BT Sport will also be doing more remote production trials this season.

The broadcaster already has experience of doing live remote production having remotely switched the Pub Cup from Leicester City’s King Power Stadium in June using bonded 4G mobile feeds. It has also worked remotely on National League coverage.

Later this season it plans to make use of a 5G network to do the same.

“We used 10 to 12 cameras [last season], all wirelessly connected, with all contributions coming back to [BT Sport HQ in] Stratford where it was mixed and broadcast. That included on-site presentation. Working this way takes away the reliance of needing to have fibres at the ground to be able to do remote production.”

The next step will see the EE Wembley Cup, a charity match featuring YouTube stars and international football legends, covered remotely. Presentation and cameras will be at Wembley, pictures will be switched from Stratford and the output will be shown on YouTube.

“When we do that game, we are going to do the contribution remotely over 5G. That will be the first time that anyone has used 5G in anger in a production. You can slice 5G [into multiple virtual networks] so you can protect your contribution and create that virtual fibre. That is almost like having fibre-based remote production and that really does open up some interesting possibilities.”

“What I won’t do, to be blunt, is lie to our audiences by broadcasting something that they actually can’t really get”

BT Sport will also look at using remote production again for the National League, having done some work on matches that way at the end of last season.

On that occasion, wireless feeds from the camera 1 positions at every game being played around the country in the National League that day were made available in an OB unit that was covering a game live.

“What it meant was that in our live game we had every goal from every other game in the truck available to us,” explained Hindhaugh.

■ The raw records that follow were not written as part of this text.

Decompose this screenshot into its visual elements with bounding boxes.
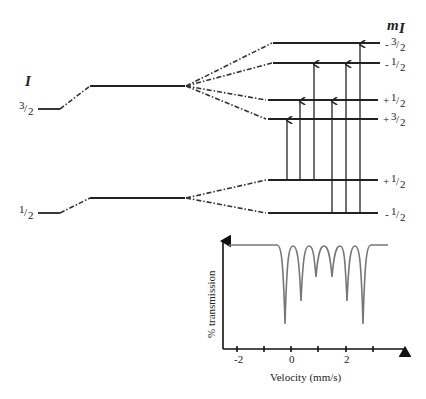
- ground-splitting-connectors: [186, 180, 266, 213]
- mi-header: m I: [387, 17, 406, 36]
- mi-label-minus-3-2: - 3 / 2: [385, 35, 406, 53]
- spin-1-2-label: 1 / 2: [19, 203, 34, 221]
- svg-text:m: m: [387, 17, 399, 33]
- svg-text:+: +: [383, 175, 389, 187]
- mi-label-plus-3-2: + 3 / 2: [383, 110, 406, 128]
- ground-shift-connector: [60, 198, 90, 213]
- excited-shift-connector: [60, 86, 90, 109]
- mossbauer-diagram: I 3 / 2 1 / 2 m I: [0, 0, 426, 399]
- mi-label-minus-1-2-ground: - 1 / 2: [385, 205, 406, 223]
- svg-text:2: 2: [400, 211, 406, 223]
- svg-text:-: -: [385, 208, 389, 220]
- spin-3-2-label: 3 / 2: [19, 99, 34, 117]
- svg-text:2: 2: [400, 41, 406, 53]
- mi-label-minus-1-2: - 1 / 2: [385, 55, 406, 73]
- x-axis-label: Velocity (mm/s): [270, 371, 342, 384]
- x-tick-label-neg2: -2: [234, 353, 243, 365]
- svg-text:2: 2: [400, 116, 406, 128]
- mi-labels: - 3 / 2 - 1 / 2 + 1 / 2 + 3 / 2 + 1 / 2: [383, 35, 406, 223]
- x-tick-label-0: 0: [289, 353, 295, 365]
- y-axis-label: % transmission: [205, 270, 217, 338]
- nuclear-spin-label: I: [24, 73, 32, 89]
- svg-text:+: +: [383, 113, 389, 125]
- svg-text:-: -: [385, 58, 389, 70]
- spectrum-curve: [229, 245, 388, 324]
- svg-text:2: 2: [28, 105, 34, 117]
- x-tick-label-2: 2: [344, 353, 350, 365]
- svg-text:2: 2: [400, 178, 406, 190]
- svg-text:2: 2: [400, 61, 406, 73]
- transition-arrows: [287, 44, 360, 213]
- svg-text:-: -: [385, 38, 389, 50]
- split-levels: [268, 43, 380, 213]
- svg-text:2: 2: [400, 97, 406, 109]
- mi-label-plus-1-2-excited: + 1 / 2: [383, 91, 406, 109]
- mi-label-plus-1-2-ground: + 1 / 2: [383, 172, 406, 190]
- excited-splitting-connectors: [186, 43, 272, 119]
- mossbauer-spectrum: -2 0 2 Velocity (mm/s) % transmission: [205, 241, 405, 384]
- svg-text:+: +: [383, 94, 389, 106]
- svg-text:2: 2: [28, 209, 34, 221]
- svg-text:I: I: [398, 20, 406, 36]
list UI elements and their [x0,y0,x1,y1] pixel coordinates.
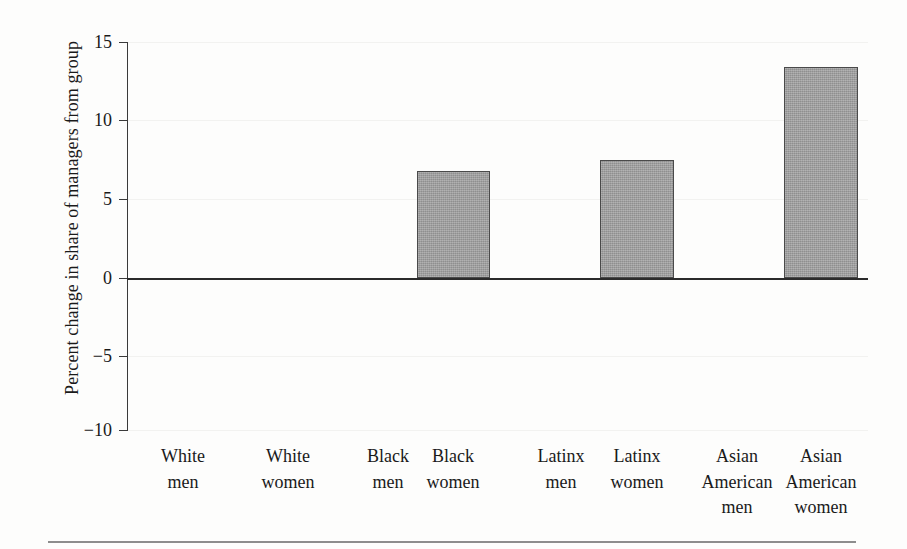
x-label-line: White [232,444,344,470]
gridline [127,42,868,43]
x-label-line: White [127,444,239,470]
x-label-line: women [397,470,509,496]
plot-area [127,42,868,430]
bar-asian-american-women [784,67,858,278]
x-label-line: women [232,470,344,496]
chart-figure: Percent change in share of managers from… [0,0,907,549]
y-tick-mark [119,430,127,431]
y-tick-label: 0 [52,268,112,289]
y-axis-tick-labels: 15 10 5 0 −5 −10 [42,0,112,549]
zero-baseline [127,278,868,280]
y-axis-spine [127,42,128,431]
y-tick-label: 5 [52,189,112,210]
x-label-line: women [761,495,881,521]
y-tick-mark [119,356,127,357]
y-tick-label: −10 [52,420,112,441]
y-tick-mark [119,42,127,43]
gridline [127,430,868,431]
x-label-white-men: White men [127,444,239,495]
x-label-line: men [127,470,239,496]
bar-black-women [417,171,490,278]
x-label-white-women: White women [232,444,344,495]
x-label-black-women: Black women [397,444,509,495]
y-tick-label: 15 [52,32,112,53]
gridline [127,120,868,121]
bar-latinx-women [600,160,674,278]
bottom-rule [48,541,856,543]
x-label-line: Asian [761,444,881,470]
y-tick-mark [119,120,127,121]
gridline [127,199,868,200]
x-label-line: Black [397,444,509,470]
x-label-line: American [761,470,881,496]
y-tick-mark [119,278,127,279]
y-tick-mark [119,199,127,200]
y-tick-label: −5 [52,346,112,367]
x-label-asian-american-women: Asian American women [761,444,881,521]
gridline [127,356,868,357]
x-axis-labels: White men White women Black men Black wo… [127,444,868,539]
y-tick-label: 10 [52,110,112,131]
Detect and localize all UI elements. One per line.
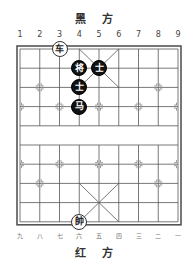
column-label-bottom: 六 <box>72 231 86 240</box>
red-piece[interactable]: 车 <box>52 41 68 57</box>
column-label-bottom: 五 <box>92 231 106 240</box>
column-label-bottom: 三 <box>132 231 146 240</box>
red-piece[interactable]: 帥 <box>71 214 87 230</box>
red-side-title: 红 方 <box>0 244 194 260</box>
column-label-bottom: 四 <box>112 231 126 240</box>
black-piece[interactable]: 马 <box>71 99 87 115</box>
column-label-bottom: 八 <box>33 231 47 240</box>
column-label-bottom: 九 <box>13 231 27 240</box>
column-label-bottom: 二 <box>151 231 165 240</box>
column-label-bottom: 七 <box>53 231 67 240</box>
column-label-bottom: 一 <box>171 231 185 240</box>
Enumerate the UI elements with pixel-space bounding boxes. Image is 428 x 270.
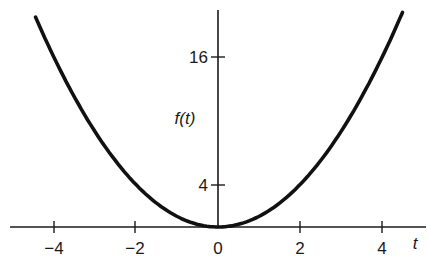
plot-canvas: −4 −2 0 2 4 16 4 t f(t): [0, 0, 428, 270]
x-tick-label: 0: [213, 239, 222, 258]
y-tick-label: 16: [189, 48, 208, 67]
y-tick-label: 4: [199, 176, 208, 195]
x-tick-label: −2: [125, 239, 144, 258]
x-tick-label: −4: [44, 239, 63, 258]
x-tick-label: 4: [377, 239, 386, 258]
parabola-curve: [36, 12, 403, 227]
x-axis-label: t: [413, 234, 419, 253]
y-axis-label: f(t): [175, 109, 196, 128]
x-tick-label: 2: [295, 239, 304, 258]
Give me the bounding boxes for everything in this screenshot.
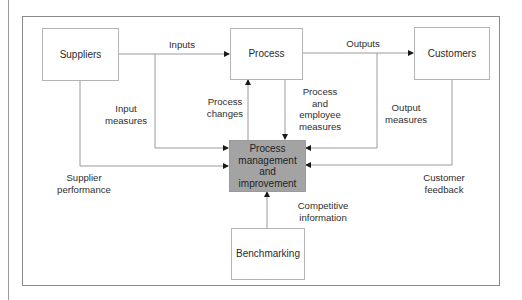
customer-feedback-label: Customer feedback — [418, 172, 470, 195]
pmi-label-line2: management — [238, 155, 296, 167]
suppliers-node: Suppliers — [42, 28, 119, 81]
benchmarking-label: Benchmarking — [236, 248, 300, 260]
competitive-information-label: Competitive information — [293, 200, 353, 223]
process-changes-label: Process changes — [200, 96, 250, 119]
pmi-label-line3: and — [259, 166, 276, 178]
supplier-performance-label: Supplier performance — [52, 172, 116, 195]
output-measures-label: Output measures — [380, 102, 432, 125]
pmi-label-line1: Process — [249, 143, 285, 155]
benchmarking-node: Benchmarking — [231, 228, 305, 280]
process-label: Process — [248, 48, 284, 60]
customers-node: Customers — [414, 27, 490, 80]
suppliers-label: Suppliers — [60, 49, 102, 61]
pmi-label-line4: improvement — [239, 178, 297, 190]
process-node: Process — [230, 28, 303, 80]
customers-label: Customers — [428, 48, 476, 60]
process-management-improvement-node: Process management and improvement — [229, 140, 306, 192]
outputs-label: Outputs — [338, 38, 388, 50]
input-measures-label: Input measures — [100, 103, 152, 126]
process-employee-measures-label: Process and employee measures — [292, 86, 348, 132]
inputs-label: Inputs — [160, 39, 204, 51]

“The possibilities this offers editorially are huge in a live event but also for highlights. And that is where the opportunity starts to enable us to do something different for our audiences during the season: to be there first, providing all the goals as they go in.”

HDR tests ongoing

HDR is another area of focus for BT Sport but don’t expect any live 4K HDR broadcasts or streams anytime soon. The trials are ongoing.

“The hold back on [HDR] is not to do with the production workflows or technology,” he opined.

“It is more to do with the customer experience. And how you signpost it. I still think that it is a bit of a challenge. What I won’t do, to be blunt, is lie to our audiences by broadcasting something that they actually can’t really get. There’s been a little bit of that going on and I don’t like it. You’ve got to be authentic with what you’re doing.”

BT Sport trialled HDR again during the recent Women’s Hockey World Cup, a test that Hindhaugh said starkly emphasised the benefits of the technology.

“The hockey pitch is blue and what you don’t realise is that you can’t match that colour in SDR. It highlights again to me how important HDR with a wide colour gamut is going to be. But it’s got to be consistent and it’s got to be compatible with people’s viewing screens.”

Having been encouraged by the results of an HD HDR trial to mobile devices during a Champions League game last season (pictured, above), those tests will also continue, he said.

BT Sport’s live coverage of the English Premier League starts on Saturday 11 August with Wolves vs Everton. It will also be showing Wrexham v Boreham Wood live in the National League on the same day.